The court battle between Mack Trucks Inc. and an Ohio Mack dealership took another sharp turn Tuesday when a federal appeals court revived the dealership's antitrust claim, finding that the trial judge had erred by refusing to allow the claim to go to the jury.
In its 53-page opinion in Toledo Mack Sales & Service Inc. v. Mack Trucks Inc., a unanimous three-judge panel of the 3rd U.S. Circuit Court of Appeals found that the dealership had presented direct evidence of two alleged price-fixing conspiracies.
Toledo Mack claimed in the suit that Mack instituted policies designed to discriminate against it because its business approach was to sell trucks at low prices - an approach Toledo Mack claimed conflicted with Mack's interest in keeping truck prices high.
The suit alleged both a horizontal conspiracy - among the Mack dealers - and a vertical conspiracy between the dealers and Mack.
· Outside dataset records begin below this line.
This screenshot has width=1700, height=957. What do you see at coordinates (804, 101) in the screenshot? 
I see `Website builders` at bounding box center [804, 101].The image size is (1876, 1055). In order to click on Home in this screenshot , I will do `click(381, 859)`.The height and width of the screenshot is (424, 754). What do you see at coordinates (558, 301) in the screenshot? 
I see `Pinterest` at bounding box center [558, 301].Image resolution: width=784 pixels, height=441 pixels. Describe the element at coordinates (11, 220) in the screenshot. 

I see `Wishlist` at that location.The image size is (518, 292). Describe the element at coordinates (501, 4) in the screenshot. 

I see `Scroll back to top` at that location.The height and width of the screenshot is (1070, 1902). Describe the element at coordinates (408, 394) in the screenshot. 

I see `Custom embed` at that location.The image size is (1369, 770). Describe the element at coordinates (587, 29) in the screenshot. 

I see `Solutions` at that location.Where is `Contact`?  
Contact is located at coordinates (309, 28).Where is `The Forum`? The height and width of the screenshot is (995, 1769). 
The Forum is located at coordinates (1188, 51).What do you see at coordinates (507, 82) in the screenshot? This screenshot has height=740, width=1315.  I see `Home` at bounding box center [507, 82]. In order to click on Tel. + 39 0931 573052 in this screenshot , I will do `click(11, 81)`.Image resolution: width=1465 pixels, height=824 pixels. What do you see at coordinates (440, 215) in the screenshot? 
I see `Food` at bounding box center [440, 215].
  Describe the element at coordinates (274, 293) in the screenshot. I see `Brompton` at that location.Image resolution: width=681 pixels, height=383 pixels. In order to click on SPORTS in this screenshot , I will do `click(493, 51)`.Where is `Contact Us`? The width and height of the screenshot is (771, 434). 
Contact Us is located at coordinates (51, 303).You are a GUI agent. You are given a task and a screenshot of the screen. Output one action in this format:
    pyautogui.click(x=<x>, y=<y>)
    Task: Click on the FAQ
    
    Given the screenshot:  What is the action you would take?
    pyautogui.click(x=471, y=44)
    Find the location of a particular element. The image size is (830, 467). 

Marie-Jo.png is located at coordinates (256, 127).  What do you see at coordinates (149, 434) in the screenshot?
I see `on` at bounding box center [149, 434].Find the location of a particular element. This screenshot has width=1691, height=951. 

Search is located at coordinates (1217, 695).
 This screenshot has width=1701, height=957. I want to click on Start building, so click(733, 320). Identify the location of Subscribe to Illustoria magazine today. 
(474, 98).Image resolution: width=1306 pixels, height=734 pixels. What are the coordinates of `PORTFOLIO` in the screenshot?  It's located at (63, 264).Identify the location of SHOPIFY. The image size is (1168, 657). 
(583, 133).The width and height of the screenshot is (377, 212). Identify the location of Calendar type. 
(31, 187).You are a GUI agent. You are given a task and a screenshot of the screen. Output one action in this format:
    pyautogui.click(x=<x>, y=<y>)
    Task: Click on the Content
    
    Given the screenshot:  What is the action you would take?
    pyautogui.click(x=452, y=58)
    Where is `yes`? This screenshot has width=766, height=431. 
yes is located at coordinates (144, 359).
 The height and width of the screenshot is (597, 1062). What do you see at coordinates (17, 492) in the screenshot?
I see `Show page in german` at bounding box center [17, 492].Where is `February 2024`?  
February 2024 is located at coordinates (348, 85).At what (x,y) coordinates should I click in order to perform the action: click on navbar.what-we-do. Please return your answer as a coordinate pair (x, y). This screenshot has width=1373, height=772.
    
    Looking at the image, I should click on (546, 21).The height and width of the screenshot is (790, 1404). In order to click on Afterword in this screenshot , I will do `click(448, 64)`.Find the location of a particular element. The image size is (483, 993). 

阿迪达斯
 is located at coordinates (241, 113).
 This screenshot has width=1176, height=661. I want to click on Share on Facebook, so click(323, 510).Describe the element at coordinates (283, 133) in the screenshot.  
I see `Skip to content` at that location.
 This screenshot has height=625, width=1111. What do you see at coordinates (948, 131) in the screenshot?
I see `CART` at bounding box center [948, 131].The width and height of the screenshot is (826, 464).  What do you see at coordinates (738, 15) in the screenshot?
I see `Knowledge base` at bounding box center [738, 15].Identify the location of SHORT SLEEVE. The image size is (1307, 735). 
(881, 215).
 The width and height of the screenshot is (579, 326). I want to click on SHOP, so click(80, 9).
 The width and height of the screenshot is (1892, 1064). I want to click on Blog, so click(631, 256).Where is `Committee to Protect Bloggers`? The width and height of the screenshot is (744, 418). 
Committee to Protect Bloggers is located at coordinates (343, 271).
However, Mack Trucks Inc. was the only defendant named in the suit.
Writing for the court, U.S. Circuit Judge Kent A. Jordan found that the trial judge, Senior U.S. District Judge Ronald L. Buckwalter, had erred by excluding some of the plaintiff's best evidence on statute-of-limitations grounds.
In the appeal, lawyers for Toledo Mack argued that Buckwalter erred by requiring it to prove its case exclusively with post-1998 evidence.
Instead, they argued, although Toledo Mack's damages were limited to the period from 1998 to 2002, it should have been allowed to present evidence dating back to 1989, when the alleged conspiracy began.
Jordan agreed, finding that under a "continuing violation" theory, Toledo Mack should have been allowed to present all of its evidence that the conspiracy existed even if its damages would be limited to the final four years.
"Toledo was not required to prove an illegal conspiracy with evidence restricted to the limitations period," Jordan wrote in an opinion joined by 3rd Circuit Judges Maryanne Trump Barry and Thomas M. Hardiman.
"Its burden was, rather, to present evidence sufficient to allow a rational jury to conclude that Mack and its dealers committed during the limitations period overt acts in furtherance of an illegal conspiracy or conspiracies, even if the conspiracies began before the limitations period," Jordan wrote.
Although Toledo Mack was seeking damages only for acts committed from 1998 to 2002, Jordan said, "It is entitled to present evidence from outside that period to sustain its burden of proof."
The ruling is a victory for attorneys Robert L. Byer, Wayne A. Mack Jr., J. Manly Parks, James H. Steigerwald and David A. Degnan of Duane Morris.
For Mack, the ruling revives a case that had resulted in a spectacular victory when a federal jury not only rejected all of the plaintiff's claims - for which it was seeking more than $14 million - but went on to award Mack more than $11.3 million on its counterclaim.
In a post-trial ruling, Buckwalter slashed more than $9.7 million from a jury's award to Mack on its counterclaims for misappropriation of trade secrets after finding that the jury was too generous and that the award should be reduced to $1.6 million.
Midway through the monthlong trial, Toledo Mack had suffered a major setback when Buckwalter dismissed its only federal claim - an antitrust claim under the Sherman Act - leaving only two state law claims to go to the jury.
In its verdict, the jury found against Toledo Mack on a claim of discrimination under the Ohio Motor Vehicle Dealers Act and a claim of tortious interference with contractual relations.
Now the 3rd Circuit has ruled that the Sherman Act claim must be submitted to a jury because Toledo Mack presented direct evidence of both alleged conspiracies.
Jordan found that Toledo Mack "presented several pieces of direct evidence for the existence of one or more agreements among Mack dealers not to compete with each other."
Mack's lawyers - Barbara M. Mather, Jeremy Heep, Christopher J. Huber and Barak A. Bassman of Pepper Hamilton - argued on appeal that Buckwalter was right to dismiss the Sherman Act claim without sending it to the jury because Toledo Mack had failed to prove the exact extent of the alleged illegal agreements.
Jordan disagreed, saying: "It may well be that Toledo [Mack]'s inability to present the details of any agreement among dealers would leave a jury unpersuaded that such agreements did in fact exist. That, however, is not our inquiry."
Instead, Jordan said, "We must consider whether the evidence entitles Toledo to place that question before the jury at all. We believe it does."
Jordan found that Toledo Mack also presented "direct evidence that Mack agreed with its dealers to support their anti-competitive agreements and that it did so by, among other things, refusing to offer sales assistance to dealers who sought to sell outside" their territories.
Mack's arguments on appeal failed, Jordan said, because its lawyers "would have us view the evidence in the light most favorable to it, even though we are bound to do just the opposite."
Mather could not be reached for comment on the ruling.